Paper Dolls (Copies without Originals)
[Note: this post has been edited to correct a few errors.]
The complex relationships between real life and Second Life give rise to paradoxes and strange phenomena, such as copies without a source, because "reality" is never fully in real life or in Second Life, but in some liminal space in between.
Let me tell this as a story. Meet Luth, a dear friend of mine. She's a Second Life resident, its most successful animator, a successful SL entrepreneur, and a distinctive personality. She helps others and she also tells it like she sees it, without worrying too much about how it will be received. Luth is a real character.

One of Luth's colleagues is Elika of ETD fame, and Luth asked her to consider making a hair. Luth felt a little odd about showing her a picture of her RL self, so instead she gave Elika a copy of the picture she takes to her RL stylist when she gets her hair done:

What Luth looks like in real life, with her real-life copy of this model's hair, is unknown. This artist's rendering in Photoshop will have to suffice:

Some time passes, and the ETD Luth hair style is released. Though Luth's hair is almost invariably black and red in Second Life, the ETD Luth pack contains about 20 different color combinations. The model in the following vendor image is not Luth, but someone else who sorta (I guess) looks like Luth (green eyes and of course the hair).

Alongside dozens or more likely hundreds of other Second Life avatars, Luth wears ETD Luth, which is one of several reproductions of a reproduction of an image, which is reproduced on RL Luth's hair every time she gets it done in real-life, which is surely a reflection of her real-life (and Second Life?) personality and aesthetics.

What is the source of all these copies? Is it the hair worn that day by the unknown model in the photo? The image in the mind of the stylist who created that style? Some other image that stylist was looking at? Or is it the avatar Luth, since the hair style is, in fact, named Luth? Is it the real-life also nameless person behind the avatar Luth? Or perhaps it is the image in the mind of Elika--derived from the picture Luth sent as well as her perceptions of who Luth is--that is the truest source of this hair. There are as many sources as there are copies.
Not wanting to be left out, I, too, wear ETD Luth, sporting (of course!) the Chinese reproduction.

This blog post is dedicated to the memory of Jean Baudrillard.
The complex relationships between real life and Second Life give rise to paradoxes and strange phenomena, such as copies without a source, because "reality" is never fully in real life or in Second Life, but in some liminal space in between.
Let me tell this as a story. Meet Luth, a dear friend of mine. She's a Second Life resident, its most successful animator, a successful SL entrepreneur, and a distinctive personality. She helps others and she also tells it like she sees it, without worrying too much about how it will be received. Luth is a real character.

One of Luth's colleagues is Elika of ETD fame, and Luth asked her to consider making a hair. Luth felt a little odd about showing her a picture of her RL self, so instead she gave Elika a copy of the picture she takes to her RL stylist when she gets her hair done:

What Luth looks like in real life, with her real-life copy of this model's hair, is unknown. This artist's rendering in Photoshop will have to suffice:

Some time passes, and the ETD Luth hair style is released. Though Luth's hair is almost invariably black and red in Second Life, the ETD Luth pack contains about 20 different color combinations. The model in the following vendor image is not Luth, but someone else who sorta (I guess) looks like Luth (green eyes and of course the hair).

Alongside dozens or more likely hundreds of other Second Life avatars, Luth wears ETD Luth, which is one of several reproductions of a reproduction of an image, which is reproduced on RL Luth's hair every time she gets it done in real-life, which is surely a reflection of her real-life (and Second Life?) personality and aesthetics.

What is the source of all these copies? Is it the hair worn that day by the unknown model in the photo? The image in the mind of the stylist who created that style? Some other image that stylist was looking at? Or is it the avatar Luth, since the hair style is, in fact, named Luth? Is it the real-life also nameless person behind the avatar Luth? Or perhaps it is the image in the mind of Elika--derived from the picture Luth sent as well as her perceptions of who Luth is--that is the truest source of this hair. There are as many sources as there are copies.
Not wanting to be left out, I, too, wear ETD Luth, sporting (of course!) the Chinese reproduction.

This blog post is dedicated to the memory of Jean Baudrillard.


#### PROBLEM STATEMENT:
Every entry must be output exactly as it is written.

#### THE DATA:
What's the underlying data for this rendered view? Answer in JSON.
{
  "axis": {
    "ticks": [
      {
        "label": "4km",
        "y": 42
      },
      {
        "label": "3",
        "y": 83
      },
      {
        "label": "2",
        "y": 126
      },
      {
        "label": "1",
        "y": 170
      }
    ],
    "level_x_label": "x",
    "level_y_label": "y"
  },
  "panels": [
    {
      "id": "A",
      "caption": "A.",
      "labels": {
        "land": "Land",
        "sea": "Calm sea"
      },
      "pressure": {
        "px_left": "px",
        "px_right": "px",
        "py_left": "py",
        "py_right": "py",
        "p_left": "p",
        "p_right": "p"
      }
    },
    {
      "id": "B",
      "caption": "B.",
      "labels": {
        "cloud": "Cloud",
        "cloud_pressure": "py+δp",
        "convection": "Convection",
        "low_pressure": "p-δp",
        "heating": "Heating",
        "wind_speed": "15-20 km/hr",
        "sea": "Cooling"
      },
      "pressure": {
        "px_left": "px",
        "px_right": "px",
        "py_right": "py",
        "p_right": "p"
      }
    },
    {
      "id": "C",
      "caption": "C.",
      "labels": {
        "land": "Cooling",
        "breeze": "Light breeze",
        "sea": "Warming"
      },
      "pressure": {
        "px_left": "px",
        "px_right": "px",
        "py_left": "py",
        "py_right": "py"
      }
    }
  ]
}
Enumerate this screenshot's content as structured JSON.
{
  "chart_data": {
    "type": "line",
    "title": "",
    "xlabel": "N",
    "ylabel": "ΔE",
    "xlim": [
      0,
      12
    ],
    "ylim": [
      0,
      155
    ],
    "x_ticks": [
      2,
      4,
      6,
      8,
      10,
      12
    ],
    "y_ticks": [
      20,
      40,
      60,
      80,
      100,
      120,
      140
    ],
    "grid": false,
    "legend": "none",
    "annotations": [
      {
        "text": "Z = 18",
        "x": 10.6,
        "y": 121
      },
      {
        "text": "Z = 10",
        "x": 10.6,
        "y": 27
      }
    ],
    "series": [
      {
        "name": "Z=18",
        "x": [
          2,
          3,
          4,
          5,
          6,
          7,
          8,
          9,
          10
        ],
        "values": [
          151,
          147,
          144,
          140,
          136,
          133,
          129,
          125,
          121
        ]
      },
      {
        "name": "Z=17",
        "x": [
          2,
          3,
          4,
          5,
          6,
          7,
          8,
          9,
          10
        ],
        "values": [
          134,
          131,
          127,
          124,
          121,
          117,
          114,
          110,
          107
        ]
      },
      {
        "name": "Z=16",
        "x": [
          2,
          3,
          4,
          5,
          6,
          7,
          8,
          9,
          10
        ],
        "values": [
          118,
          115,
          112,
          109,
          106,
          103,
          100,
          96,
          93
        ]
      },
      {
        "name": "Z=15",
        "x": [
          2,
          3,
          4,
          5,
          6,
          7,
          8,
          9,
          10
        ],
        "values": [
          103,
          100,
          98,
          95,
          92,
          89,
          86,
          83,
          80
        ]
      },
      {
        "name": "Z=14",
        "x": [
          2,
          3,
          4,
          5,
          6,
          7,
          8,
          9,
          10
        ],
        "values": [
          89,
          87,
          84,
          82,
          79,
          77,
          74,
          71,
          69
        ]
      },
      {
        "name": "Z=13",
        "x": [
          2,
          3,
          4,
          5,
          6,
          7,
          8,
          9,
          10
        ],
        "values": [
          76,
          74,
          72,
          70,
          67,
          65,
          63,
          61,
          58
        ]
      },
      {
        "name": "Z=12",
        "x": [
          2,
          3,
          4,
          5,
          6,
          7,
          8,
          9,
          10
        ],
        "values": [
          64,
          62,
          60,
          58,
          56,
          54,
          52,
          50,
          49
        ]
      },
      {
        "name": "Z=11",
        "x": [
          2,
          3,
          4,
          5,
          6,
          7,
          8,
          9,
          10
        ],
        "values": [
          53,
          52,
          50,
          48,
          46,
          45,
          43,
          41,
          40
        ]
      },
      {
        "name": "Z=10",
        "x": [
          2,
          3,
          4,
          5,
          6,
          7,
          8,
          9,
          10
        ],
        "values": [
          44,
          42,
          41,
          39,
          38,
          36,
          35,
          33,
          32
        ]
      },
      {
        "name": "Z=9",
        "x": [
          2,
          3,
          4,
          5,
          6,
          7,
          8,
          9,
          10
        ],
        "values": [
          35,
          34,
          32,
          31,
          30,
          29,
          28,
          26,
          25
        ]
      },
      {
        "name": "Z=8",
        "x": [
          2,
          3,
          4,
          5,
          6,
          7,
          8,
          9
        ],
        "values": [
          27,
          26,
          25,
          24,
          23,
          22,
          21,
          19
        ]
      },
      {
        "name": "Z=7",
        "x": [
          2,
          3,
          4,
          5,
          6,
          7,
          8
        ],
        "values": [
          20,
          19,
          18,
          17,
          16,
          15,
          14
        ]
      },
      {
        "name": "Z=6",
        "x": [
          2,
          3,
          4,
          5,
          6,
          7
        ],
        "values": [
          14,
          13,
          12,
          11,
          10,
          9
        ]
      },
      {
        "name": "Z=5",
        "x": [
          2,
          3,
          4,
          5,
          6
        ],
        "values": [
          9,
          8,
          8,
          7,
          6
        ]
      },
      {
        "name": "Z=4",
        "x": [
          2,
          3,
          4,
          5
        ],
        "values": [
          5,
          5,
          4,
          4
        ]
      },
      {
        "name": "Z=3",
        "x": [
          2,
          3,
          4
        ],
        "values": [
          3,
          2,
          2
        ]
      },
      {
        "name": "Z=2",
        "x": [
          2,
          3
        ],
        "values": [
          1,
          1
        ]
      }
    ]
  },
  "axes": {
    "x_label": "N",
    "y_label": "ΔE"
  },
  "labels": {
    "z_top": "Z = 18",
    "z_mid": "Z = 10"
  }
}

#### ANSWER SPACE:
What's the underlying data for this rendered view? Answer in JSON.
{
  "axis": {
    "ticks": [
      {
        "label": "4km",
        "y": 42
      },
      {
        "label": "3",
        "y": 83
      },
      {
        "label": "2",
        "y": 126
      },
      {
        "label": "1",
        "y": 170
      }
    ],
    "level_x_label": "x",
    "level_y_label": "y"
  },
  "panels": [
    {
      "id": "A",
      "caption": "A.",
      "labels": {
        "land": "Land",
        "sea": "Calm sea"
      },
      "pressure": {
        "px_left": "px",
        "px_right": "px",
        "py_left": "py",
        "py_right": "py",
        "p_left": "p",
        "p_right": "p"
      }
    },
    {
      "id": "B",
      "caption": "B.",
      "labels": {
        "cloud": "Cloud",
        "cloud_pressure": "py+δp",
        "convection": "Convection",
        "low_pressure": "p-δp",
        "heating": "Heating",
        "wind_speed": "15-20 km/hr",
        "sea": "Cooling"
      },
      "pressure": {
        "px_left": "px",
        "px_right": "px",
        "py_right": "py",
        "p_right": "p"
      }
    },
    {
      "id": "C",
      "caption": "C.",
      "labels": {
        "land": "Cooling",
        "breeze": "Light breeze",
        "sea": "Warming"
      },
      "pressure": {
        "px_left": "px",
        "px_right": "px",
        "py_left": "py",
        "py_right": "py"
      }
    }
  ]
}
Enumerate this screenshot's content as structured JSON.
{
  "chart_data": {
    "type": "line",
    "title": "",
    "xlabel": "N",
    "ylabel": "ΔE",
    "xlim": [
      0,
      12
    ],
    "ylim": [
      0,
      155
    ],
    "x_ticks": [
      2,
      4,
      6,
      8,
      10,
      12
    ],
    "y_ticks": [
      20,
      40,
      60,
      80,
      100,
      120,
      140
    ],
    "grid": false,
    "legend": "none",
    "annotations": [
      {
        "text": "Z = 18",
        "x": 10.6,
        "y": 121
      },
      {
        "text": "Z = 10",
        "x": 10.6,
        "y": 27
      }
    ],
    "series": [
      {
        "name": "Z=18",
        "x": [
          2,
          3,
          4,
          5,
          6,
          7,
          8,
          9,
          10
        ],
        "values": [
          151,
          147,
          144,
          140,
          136,
          133,
          129,
          125,
          121
        ]
      },
      {
        "name": "Z=17",
        "x": [
          2,
          3,
          4,
          5,
          6,
          7,
          8,
          9,
          10
        ],
        "values": [
          134,
          131,
          127,
          124,
          121,
          117,
          114,
          110,
          107
        ]
      },
      {
        "name": "Z=16",
        "x": [
          2,
          3,
          4,
          5,
          6,
          7,
          8,
          9,
          10
        ],
        "values": [
          118,
          115,
          112,
          109,
          106,
          103,
          100,
          96,
          93
        ]
      },
      {
        "name": "Z=15",
        "x": [
          2,
          3,
          4,
          5,
          6,
          7,
          8,
          9,
          10
        ],
        "values": [
          103,
          100,
          98,
          95,
          92,
          89,
          86,
          83,
          80
        ]
      },
      {
        "name": "Z=14",
        "x": [
          2,
          3,
          4,
          5,
          6,
          7,
          8,
          9,
          10
        ],
        "values": [
          89,
          87,
          84,
          82,
          79,
          77,
          74,
          71,
          69
        ]
      },
      {
        "name": "Z=13",
        "x": [
          2,
          3,
          4,
          5,
          6,
          7,
          8,
          9,
          10
        ],
        "values": [
          76,
          74,
          72,
          70,
          67,
          65,
          63,
          61,
          58
        ]
      },
      {
        "name": "Z=12",
        "x": [
          2,
          3,
          4,
          5,
          6,
          7,
          8,
          9,
          10
        ],
        "values": [
          64,
          62,
          60,
          58,
          56,
          54,
          52,
          50,
          49
        ]
      },
      {
        "name": "Z=11",
        "x": [
          2,
          3,
          4,
          5,
          6,
          7,
          8,
          9,
          10
        ],
        "values": [
          53,
          52,
          50,
          48,
          46,
          45,
          43,
          41,
          40
        ]
      },
      {
        "name": "Z=10",
        "x": [
          2,
          3,
          4,
          5,
          6,
          7,
          8,
          9,
          10
        ],
        "values": [
          44,
          42,
          41,
          39,
          38,
          36,
          35,
          33,
          32
        ]
      },
      {
        "name": "Z=9",
        "x": [
          2,
          3,
          4,
          5,
          6,
          7,
          8,
          9,
          10
        ],
        "values": [
          35,
          34,
          32,
          31,
          30,
          29,
          28,
          26,
          25
        ]
      },
      {
        "name": "Z=8",
        "x": [
          2,
          3,
          4,
          5,
          6,
          7,
          8,
          9
        ],
        "values": [
          27,
          26,
          25,
          24,
          23,
          22,
          21,
          19
        ]
      },
      {
        "name": "Z=7",
        "x": [
          2,
          3,
          4,
          5,
          6,
          7,
          8
        ],
        "values": [
          20,
          19,
          18,
          17,
          16,
          15,
          14
        ]
      },
      {
        "name": "Z=6",
        "x": [
          2,
          3,
          4,
          5,
          6,
          7
        ],
        "values": [
          14,
          13,
          12,
          11,
          10,
          9
        ]
      },
      {
        "name": "Z=5",
        "x": [
          2,
          3,
          4,
          5,
          6
        ],
        "values": [
          9,
          8,
          8,
          7,
          6
        ]
      },
      {
        "name": "Z=4",
        "x": [
          2,
          3,
          4,
          5
        ],
        "values": [
          5,
          5,
          4,
          4
        ]
      },
      {
        "name": "Z=3",
        "x": [
          2,
          3,
          4
        ],
        "values": [
          3,
          2,
          2
        ]
      },
      {
        "name": "Z=2",
        "x": [
          2,
          3
        ],
        "values": [
          1,
          1
        ]
      }
    ]
  },
  "axes": {
    "x_label": "N",
    "y_label": "ΔE"
  },
  "labels": {
    "z_top": "Z = 18",
    "z_mid": "Z = 10"
  }
}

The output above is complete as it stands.